Passage 31. Choose Optimism
If you expect something to turn out badly, it probably will.
Pessimism is seldom disappointed.
But the same principle also works in reverse.
If you expect good things to happen, they usually do!
There seems to be a natural cause-and-effect relationship between optimism and success.
Optimism and pessimism are both powerful forces,
and each of us must choose which we want to shape our outlook and our expectations.
There is enough good and bad in everyone’s life—ample sorrow and happiness,
sufficient joy and pain—to find a rational basis for either optimism or pessimism.
We can choose to laugh or cry, bless or curse.
It’s our decision: From which perspective do we want to view life?
Will we look up in hope or down in despair?
I believe in the upward look.
I choose to highlight the positive and slip right over the negative.
I am an optimist by choice as much as by nature.
Sure, I know that sorrow exists.
I am in my 70s now, and I’ve lived through more than one crisis.
But when all is said and done, I find that the good in life far outweighs the bad.
An optimistic attitude is not a luxury; it’s a necessity.
The way you look at life will determine how you feel, how you perform,
and how well you will get along with other people.
Conversely, negative thoughts, attitudes,and expectations feed on themselves;
they become a self-fulfilling prophecy.
Pessimism creates a dismal place where no one wants to live.
The only thing more powerful than negativism is a positive affirmation,
a word of optimism and hope.
One of the things I am most thankful for is the fact that
I have grown up in a nation with a grand tradition of optimism.
When a whole culture adopts an upward look, incredible things can be accomplished.
When the world is seen as a hopeful, positive place,
people are empowered to attempt and to achieve.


● Problem requirements: Write every record out again exactly, and keep images out of it.

Image-backed grounding data:
"""

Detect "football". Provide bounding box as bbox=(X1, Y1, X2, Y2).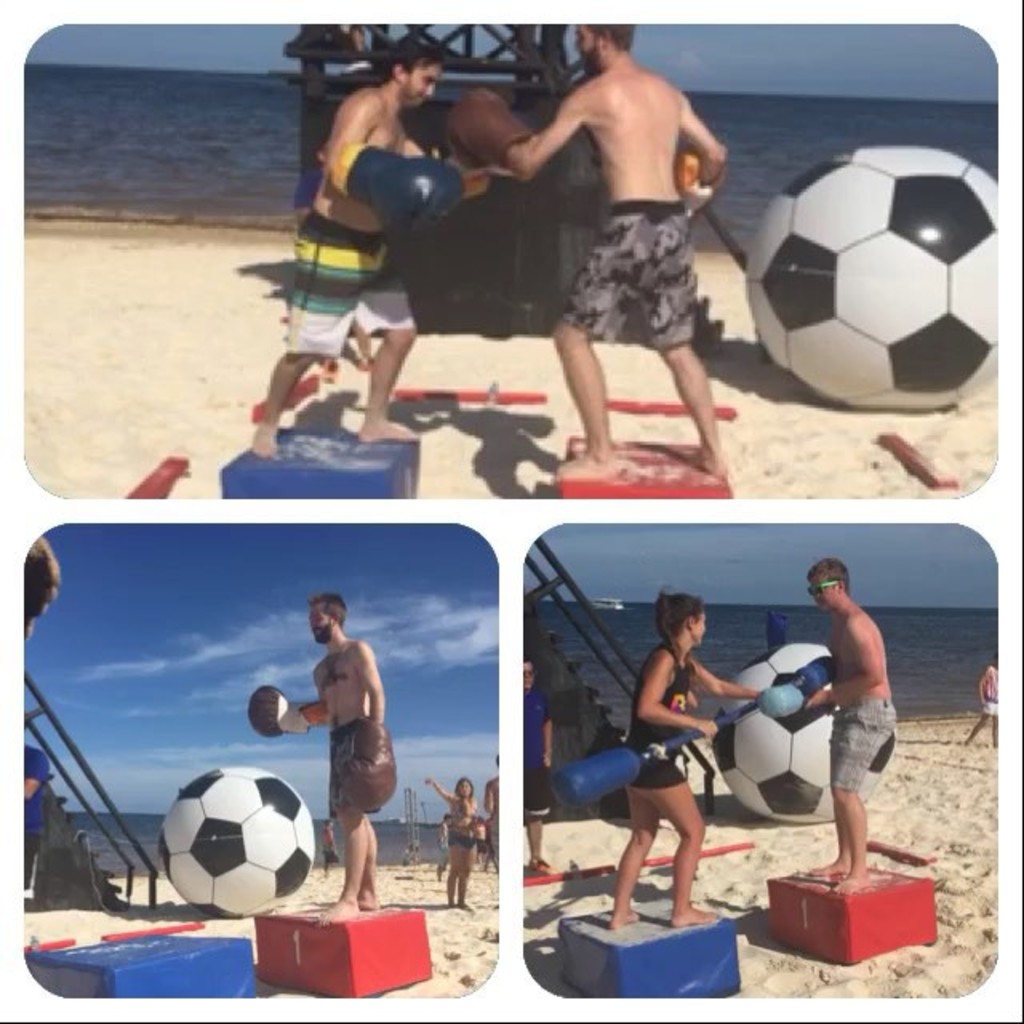
bbox=(744, 142, 992, 410).
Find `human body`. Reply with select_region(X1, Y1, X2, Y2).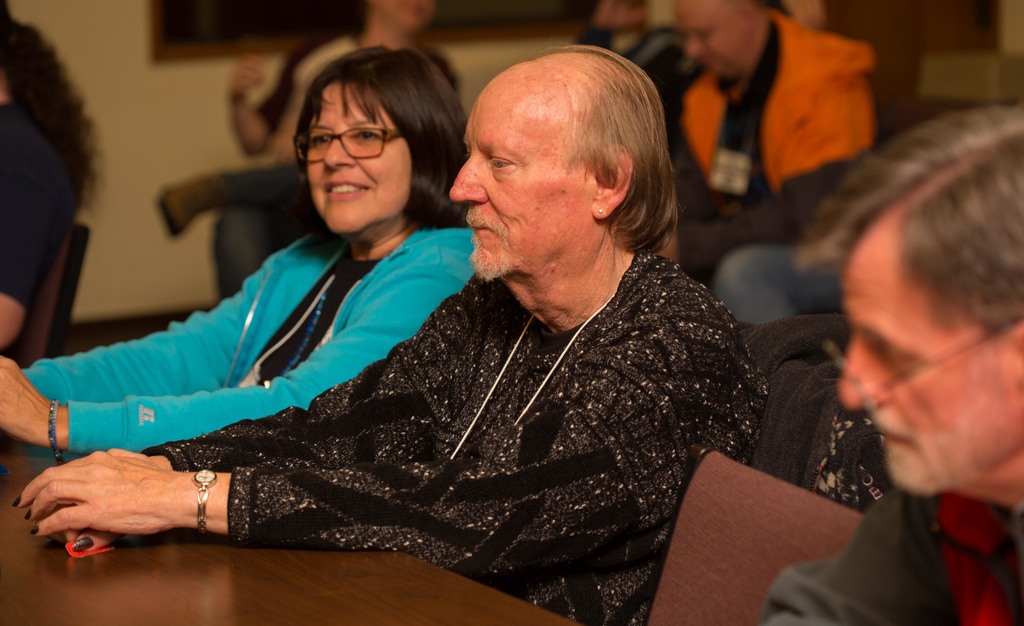
select_region(764, 108, 1023, 625).
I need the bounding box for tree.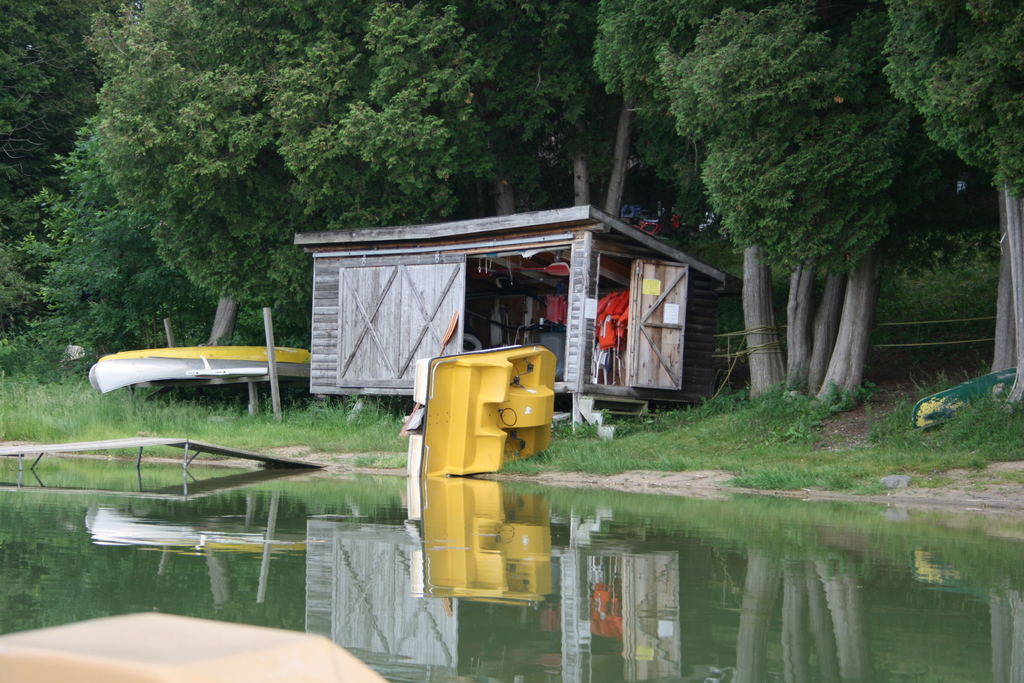
Here it is: (879,0,1018,416).
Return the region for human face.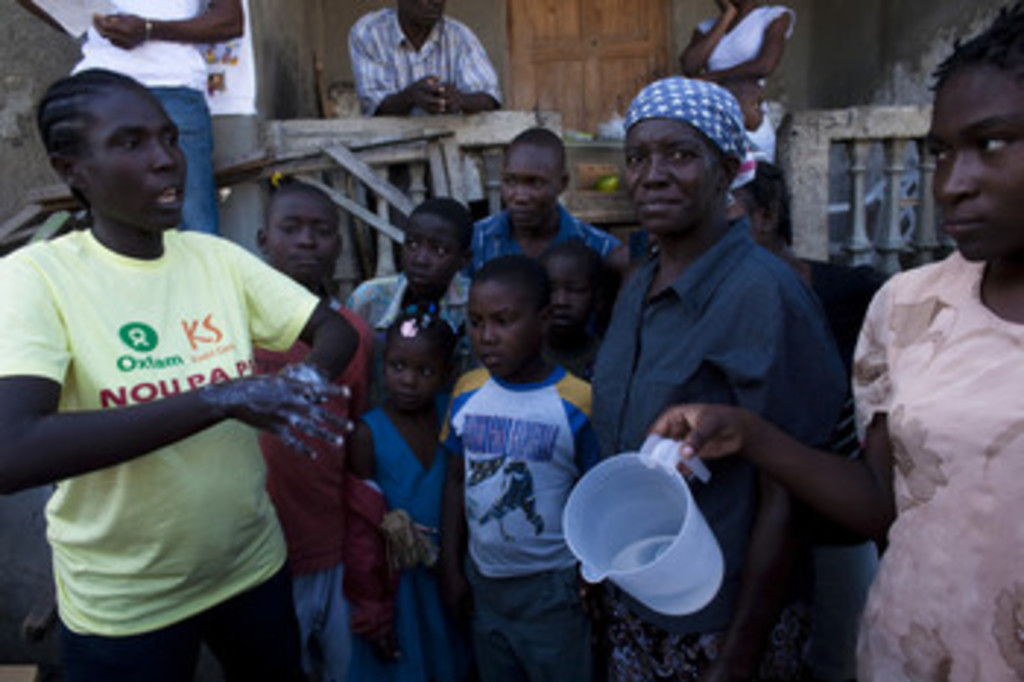
left=547, top=255, right=600, bottom=337.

"""

● Task result:
Detect "football". Provide bounding box as bbox=(X1, Y1, X2, Y2).
bbox=(744, 142, 992, 410).
Find `human body`. Reply with select_region(X1, Y1, X2, Y2).
select_region(764, 108, 1023, 625).
I need the bounding box for tree.
Here it is: (879,0,1018,416).
Return the region for human face.
left=547, top=255, right=600, bottom=337.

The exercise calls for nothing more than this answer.